Why No Star Naming Certificate Is Ever Official and Only the IAU Gets to Name a Star in the Sky
Aishwarya Kapoor | Times Life Bureau | Jul 11, 2026, 07:55 IST
Why No Star Naming Certificate Is Ever Official and Only the IAU Gets to Name a Star in the Sky
Image credit : Times Life Bureau
Every year, thousands of people buy star naming certificates as gifts, romantic, memorial, hopeful. The star is real. The name on that certificate is not. Only the IAU holds the authority to officially name any star in astronomy, and it has never sold that right to anyone. Here is what those websites are actually selling, and what your star is really called.
The Certificate Is Real. The Name Is Not.
The commercial star naming industry is not illegal. It sells novelty, and novelty has value. But the certificates carry a specific implied promise, that the name is official, that it will persist, that astronomers will use it, and that promise is false.
How the IAU Actually Names a Star
The process for adding a new name is not quick. A proposal goes to the Working Group, which evaluates historical usage, cultural significance, and whether the name is already in use for another object. Approved names are published in the IAU's official catalogue, the IAU Catalog of Star Names. No individual, company, or government can submit a name for a fee and have it approved. The IAU has stated this explicitly on its website: "Such certificates are not recognised by the IAU or by any scientific organisation. Stars are only named by the IAU."
What Your Star Is Actually Called
When a commercial registry tells you that your chosen name will be "recorded in their database," that database is private, maintained by the company, and consulted by nobody outside it. The star itself continues to be called HD 189733, or HIP 98298, or Gaia DR3 something-or-other, depending on which survey is relevant to the research at hand. The name on your certificate does not appear in any telescope's pointing software, any published paper, or any sky atlas used by astronomers.
Why the IAU Will Not Change This
Commercial registries have no mechanism to prevent duplicate sales. Two families could each hold a certificate for the same star with different names. Neither name is official. Neither family has any recourse, because the product was never what it appeared to be.
ISRO's missions, Chandrayaan-3, which landed near the lunar south pole in August 2023, and Mangalyaan, which reached Martian orbit in 2014, generate data that references objects by their catalogue designations. Gaganyaan, India's crewed spaceflight programme, will train astronauts to navigate using those same designations. No Indian space mission has ever used a commercially purchased star name, and none will.
What You Are Actually Buying
The honest version of these products would say exactly that: this is a keepsake, not a registration. A handful of companies now include disclaimers to this effect. Most do not, because the implied officialness is what sells the product.
The star is real. The light reaching your eye left its source decades or centuries ago. The constellation it sits in, whether that is Orion, Scorpius, or Sagittarius, has a name the IAU recognises, drawn from traditions that predate the printing press. The star itself, if it has a proper name at all, got that name through a process involving cultural history and scientific consensus. What it did not get is a name from a website with a shopping cart.
The distance between a certificate and a catalogue entry is not a technicality. It is the difference between a story you tell yourself and a fact that holds when someone checks.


** EXERCISE **
Beginning with the line that holds "Image is 711x322 pixels." and finishing with the line that holds "Image is 810x402 pixels.", repeat the listing exactly, leaving every picture out.

** SOURCE DATA **
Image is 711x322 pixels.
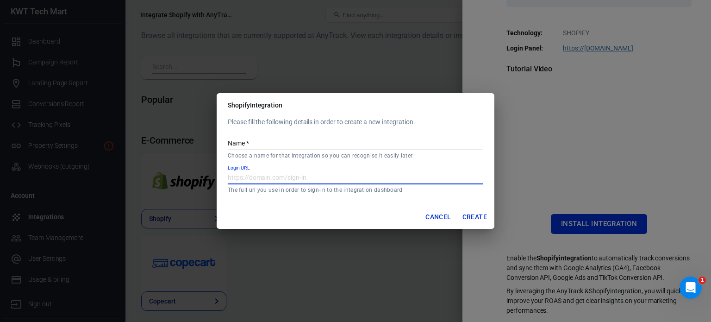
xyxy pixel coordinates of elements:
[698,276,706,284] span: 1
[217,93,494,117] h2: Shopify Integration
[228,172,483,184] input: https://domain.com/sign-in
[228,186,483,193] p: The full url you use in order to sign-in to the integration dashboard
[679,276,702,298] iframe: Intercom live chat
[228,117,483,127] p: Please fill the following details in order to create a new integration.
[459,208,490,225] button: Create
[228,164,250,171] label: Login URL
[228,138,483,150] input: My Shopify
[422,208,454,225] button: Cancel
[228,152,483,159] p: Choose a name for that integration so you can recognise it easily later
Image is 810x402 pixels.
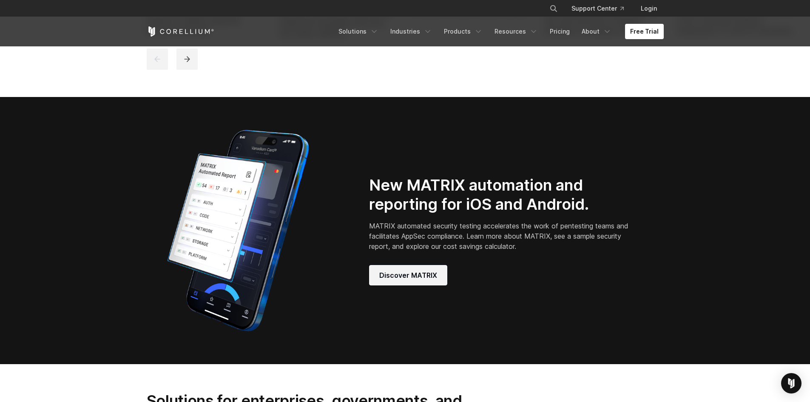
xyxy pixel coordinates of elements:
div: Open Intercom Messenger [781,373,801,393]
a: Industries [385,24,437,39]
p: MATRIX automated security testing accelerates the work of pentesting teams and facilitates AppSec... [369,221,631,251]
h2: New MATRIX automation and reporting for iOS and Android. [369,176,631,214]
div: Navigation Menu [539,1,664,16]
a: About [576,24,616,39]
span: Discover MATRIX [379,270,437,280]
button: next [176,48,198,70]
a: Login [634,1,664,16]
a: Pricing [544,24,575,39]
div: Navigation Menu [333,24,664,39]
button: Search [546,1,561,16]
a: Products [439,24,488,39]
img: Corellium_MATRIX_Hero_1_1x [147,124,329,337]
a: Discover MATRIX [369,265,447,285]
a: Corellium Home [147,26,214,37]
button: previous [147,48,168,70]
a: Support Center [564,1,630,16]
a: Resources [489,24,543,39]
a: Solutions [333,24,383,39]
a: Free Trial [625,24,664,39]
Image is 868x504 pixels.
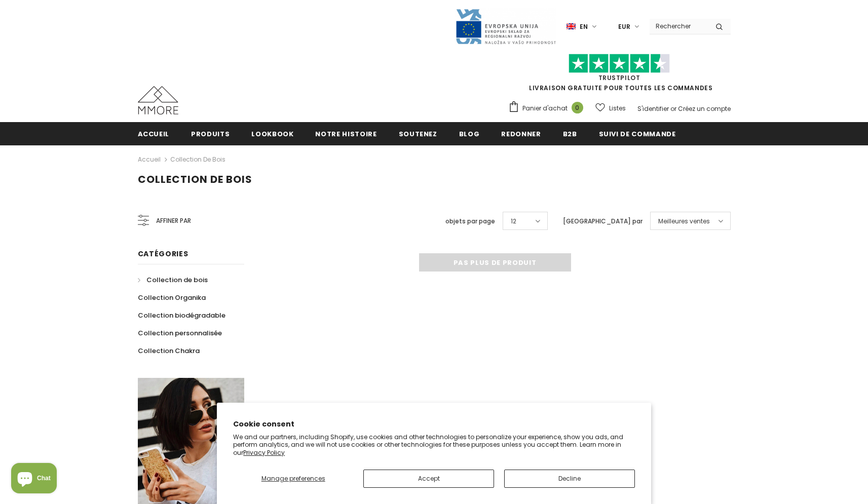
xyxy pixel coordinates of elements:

* * *

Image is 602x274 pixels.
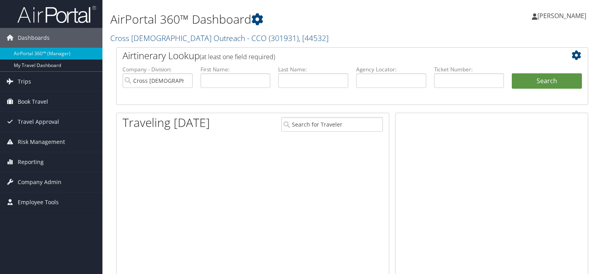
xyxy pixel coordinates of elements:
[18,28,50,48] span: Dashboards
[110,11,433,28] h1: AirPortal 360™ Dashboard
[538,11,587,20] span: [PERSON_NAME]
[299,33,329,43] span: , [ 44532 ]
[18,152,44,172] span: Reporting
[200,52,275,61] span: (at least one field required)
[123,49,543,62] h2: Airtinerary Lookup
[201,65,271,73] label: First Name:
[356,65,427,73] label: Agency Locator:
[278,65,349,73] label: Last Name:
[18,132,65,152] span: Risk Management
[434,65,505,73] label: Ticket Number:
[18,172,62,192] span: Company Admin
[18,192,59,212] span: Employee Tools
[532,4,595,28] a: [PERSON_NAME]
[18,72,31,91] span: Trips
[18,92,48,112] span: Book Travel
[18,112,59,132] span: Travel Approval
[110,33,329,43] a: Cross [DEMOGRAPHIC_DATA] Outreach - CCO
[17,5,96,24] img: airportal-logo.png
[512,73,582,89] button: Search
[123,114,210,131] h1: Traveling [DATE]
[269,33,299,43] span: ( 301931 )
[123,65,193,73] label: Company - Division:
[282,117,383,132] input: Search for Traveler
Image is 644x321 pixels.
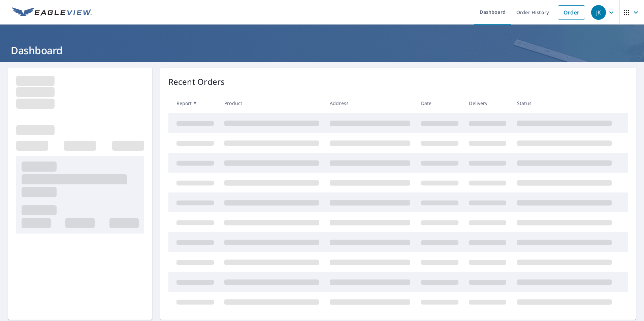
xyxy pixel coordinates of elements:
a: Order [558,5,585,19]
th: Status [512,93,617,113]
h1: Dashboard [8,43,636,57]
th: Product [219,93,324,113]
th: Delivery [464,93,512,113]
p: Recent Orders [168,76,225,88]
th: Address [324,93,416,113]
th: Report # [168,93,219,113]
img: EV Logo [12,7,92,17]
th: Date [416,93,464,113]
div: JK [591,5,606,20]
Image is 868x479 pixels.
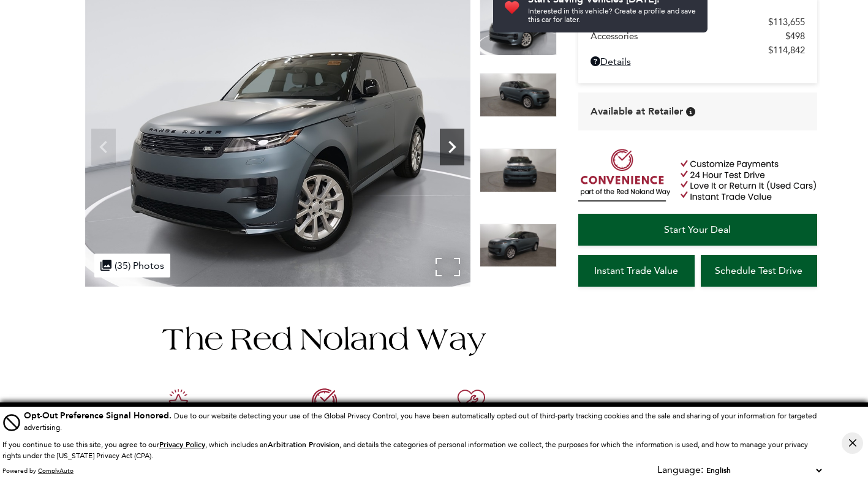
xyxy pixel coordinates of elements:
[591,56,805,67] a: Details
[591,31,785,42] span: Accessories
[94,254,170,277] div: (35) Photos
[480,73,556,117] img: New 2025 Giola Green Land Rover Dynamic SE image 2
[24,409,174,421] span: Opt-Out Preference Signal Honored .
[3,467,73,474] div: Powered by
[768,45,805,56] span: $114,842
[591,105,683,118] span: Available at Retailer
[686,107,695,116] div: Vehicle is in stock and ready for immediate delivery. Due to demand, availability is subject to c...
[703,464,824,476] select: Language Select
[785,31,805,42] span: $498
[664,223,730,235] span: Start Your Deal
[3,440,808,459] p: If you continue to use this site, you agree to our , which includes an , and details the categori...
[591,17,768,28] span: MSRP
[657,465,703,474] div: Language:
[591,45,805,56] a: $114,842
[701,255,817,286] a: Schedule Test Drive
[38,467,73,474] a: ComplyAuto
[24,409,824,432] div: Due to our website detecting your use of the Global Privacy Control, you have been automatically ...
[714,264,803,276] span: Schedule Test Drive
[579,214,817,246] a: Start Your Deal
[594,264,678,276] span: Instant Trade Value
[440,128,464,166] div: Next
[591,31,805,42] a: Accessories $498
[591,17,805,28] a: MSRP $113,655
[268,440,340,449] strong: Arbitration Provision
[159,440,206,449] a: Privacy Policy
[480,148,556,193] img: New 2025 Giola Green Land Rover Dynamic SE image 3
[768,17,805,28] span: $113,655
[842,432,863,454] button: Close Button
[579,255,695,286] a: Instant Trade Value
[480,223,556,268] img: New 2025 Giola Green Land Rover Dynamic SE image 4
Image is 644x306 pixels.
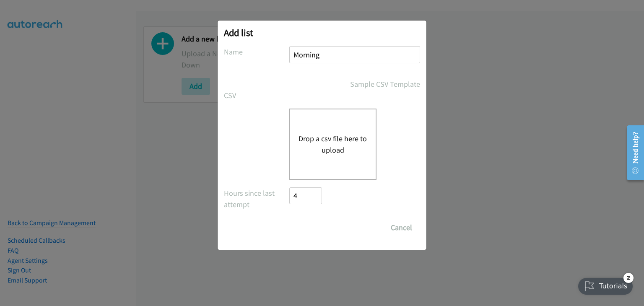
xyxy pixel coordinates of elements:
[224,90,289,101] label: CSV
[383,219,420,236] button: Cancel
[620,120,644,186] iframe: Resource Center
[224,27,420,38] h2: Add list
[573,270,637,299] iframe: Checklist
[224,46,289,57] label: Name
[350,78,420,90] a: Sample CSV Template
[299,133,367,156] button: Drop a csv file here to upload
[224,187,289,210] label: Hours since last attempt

** TASK ANSWER **
Image is 711x322 pixels.
xyxy pixel coordinates of elements:
[698,276,706,284] span: 1
[217,93,494,117] h2: Shopify Integration
[228,172,483,184] input: https://domain.com/sign-in
[228,186,483,193] p: The full url you use in order to sign-in to the integration dashboard
[679,276,702,298] iframe: Intercom live chat
[228,117,483,127] p: Please fill the following details in order to create a new integration.
[459,208,490,225] button: Create
[228,164,250,171] label: Login URL
[228,138,483,150] input: My Shopify
[422,208,454,225] button: Cancel
[228,152,483,159] p: Choose a name for that integration so you can recognise it easily later
Image is 810x402 pixels.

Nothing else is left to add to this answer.